Updated July 14, 2021 at 6:53 PM ET
More than 93,000 people died of a drug overdose in the U.S. last year — a record number that reflects a rise of nearly 30% from 2019, according to new data released by the Centers for Disease Control and Prevention. Officials said the increase was driven by the lethal prevalence of fentanyl as well as pandemic-related stressors and problems in accessing care.
"This is the highest number of overdose deaths ever recorded in a 12-month period, and the largest increase since at least 1999," Dr. Nora Volkow, director of the National Institute on Drug Abuse, told NPR.
The data is provisional as states are still reporting their tallies to the CDC's National Center for Health Statistics. But even with some data not yet complete, the numbers tell a dire story.
Ten states are predicted to have at least a 40% rise in drug overdose deaths from the previous 12-month span, according to the CDC: Vermont, Kentucky, South Carolina, West Virginia, Louisiana, California, Tennessee, Nebraska, Arkansas and Virginia.
Volkow, whose agency is part of the National Institutes of Health, calls the data "chilling." It's another sign, she said, that both the COVID-19 pandemic and the opioid crisis are whipsawing the country with deadly effects.
"This has been an incredibly uncertain and stressful time for many people, and we are seeing an increase in drug consumption, difficulty in accessing lifesaving treatments for substance use disorders and a tragic rise in overdose deaths," Volkow said.
She added that people between the ages of 35 and 44 accounted for the highest number of deaths.
While the provisional data doesn't provide a breakdown by race and ethnicity, other recent studies suggest that at least in Philadelphia and California, the sharpest rise in overdose fatalities last year was among Black residents. And other studies have shown that even before the pandemic, overdose rates in Black communities were rising much faster than among white Americans.
Drug overdoses accounted for roughly one-quarter as many deaths as COVID-19 did in 2020, using the CDC's number of 375,000 pandemic deaths last year.
The provisional 93,331 U.S. drug overdose deaths are a sharp increase from the 72,151 deaths estimated in 2019. Deaths in 2020 from opioids alone — 69,710 — nearly eclipsed the total number of fatal overdoses in the previous year, although deaths involving other drugs such as methamphetamine and cocaine also contributed to the increase.
It's urgent, Volkow said, for governments and agencies to widen access to treatment for people who are suffering from substance use disorders.
As NPR's Brian Mann reported last month, "If current trends continue, illicit drugs will soon kill more Americans every day than COVID-19."
Before 2016, more Americans died from heroin overdoses annually than from powerful synthetic opioids such as fentanyl, according to the CDC. But the number of lives lost to overdoses from synthetic opioids has soared since then.
Roughly 57,000 people died from synthetic opioids (predominantly fentanyl) last year, compared with around 13,000 people who died from heroin overdoses.
Fentanyl's properties are similar to morphine — but it's "50 to 100 times more potent," according to the National Institute on Drug Abuse. It is also frequently cut into other illegal drugs, including cocaine. That dangerous trend has triggered outreach efforts to train people in using naloxone, which can reverse an opioid overdose.
The federal government has been taking steps to address drug addiction and overdoses, said Chuck Ingoglia, CEO of the National Council for Mental Wellbeing.
"Congress recently has appropriated lots of new dollars to try to address this," he said. "And it's been interesting to see that the Biden-Harris administration is really prioritizing the full continuum of interventions, everything from harm reduction to increased treatment capacity."
He said the House appropriations bill also includes funding for syringe exchange programs, which he said is the first time the federal government has explicitly called for this "vital component of harm reduction interventions." But unless there is long-term funding to create a system to address drug addiction, Ingoglia said, it may be hard to prevent overdoses in the long run.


AIM OF THE EXERCISE
Look through the data below for the line with "What do you" and the line with "is (644, 470).", then output those two and all lines in between, exactly as written.

EXCERPTED RECORDS
+ + + +
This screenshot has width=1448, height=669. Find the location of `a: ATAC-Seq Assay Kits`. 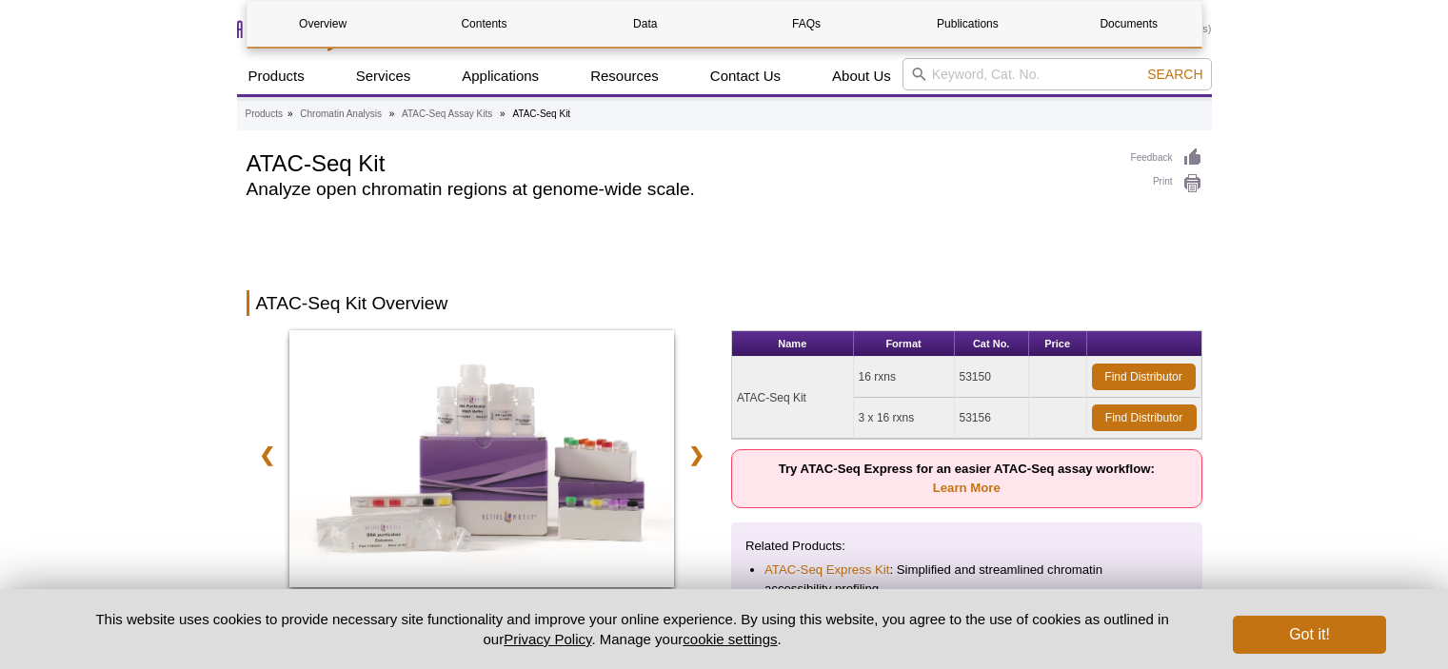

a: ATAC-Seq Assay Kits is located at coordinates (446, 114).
+ + + +
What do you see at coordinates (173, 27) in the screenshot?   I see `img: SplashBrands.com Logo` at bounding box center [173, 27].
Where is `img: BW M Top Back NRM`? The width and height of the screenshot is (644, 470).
+ + + +
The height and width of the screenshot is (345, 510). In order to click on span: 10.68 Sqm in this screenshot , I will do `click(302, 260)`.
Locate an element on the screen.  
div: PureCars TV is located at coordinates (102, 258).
+ + + +
SOLUTION BELOW
What do you see at coordinates (173, 27) in the screenshot?   I see `img: SplashBrands.com Logo` at bounding box center [173, 27].
Where is `img: BW M Top Back NRM`? The width and height of the screenshot is (644, 470).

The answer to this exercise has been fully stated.